The members of the Roundtable on Environmental Health Sciences, Research, and Medicine hail from academia, industry, and government. Their perspectives range widely and represent the diverse viewpoints of researchers, federal officials, and consumers. They meet, discuss environmental health issues that are of mutual interest (though sometimes very sensitive), and bring others together to discuss these issues as well. For example, they regularly convene workshops to help facilitate discussion on a particular topic. The Roundtable’s fourth workshop continued the theme established by previous Roundtable workshops, looking at rebuilding the unity of health and the environment. The workshop comes at a pivotal time in environmental health when federal agencies, state agencies, private organizations, and other interested parties are discussing the emerging needs of environmental health. The workshop explored current monitoring efforts by industry; private organizations; international organizations; and U.S. federal, state, and local governments. The summary of this meeting has been prepared by the workshop rapporteur to convey the essentials of that day’s events. It should not be construed as a statement of the Roundtable—which can illuminate issues but cannot actually resolve them—or as a study of the Institute of Medicine.

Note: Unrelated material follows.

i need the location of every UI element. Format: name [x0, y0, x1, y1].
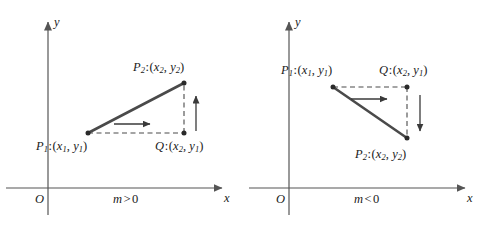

In this workshop, participants asked questions about how to build a national tracking system that can bridge the gap between health and the environment. The workshop was not intended to be a forum for detailing which indicators should be included in a national monitoring system because many organizations are already engaged in this work. Rather, the overall tasks of identifying, developing, and using indicators to monitor environmental health were considered.
The charge for speakers and participants was to take a critical look at a variety of potential indicators of environmental health status, examine the proposed calls for a national environmental health monitoring system that would expand current human exposure monitoring and health surveillance efforts, foster a dialogue on the benefits and limitations of a national environmental health monitoring system, and discuss the steps needed to create this system.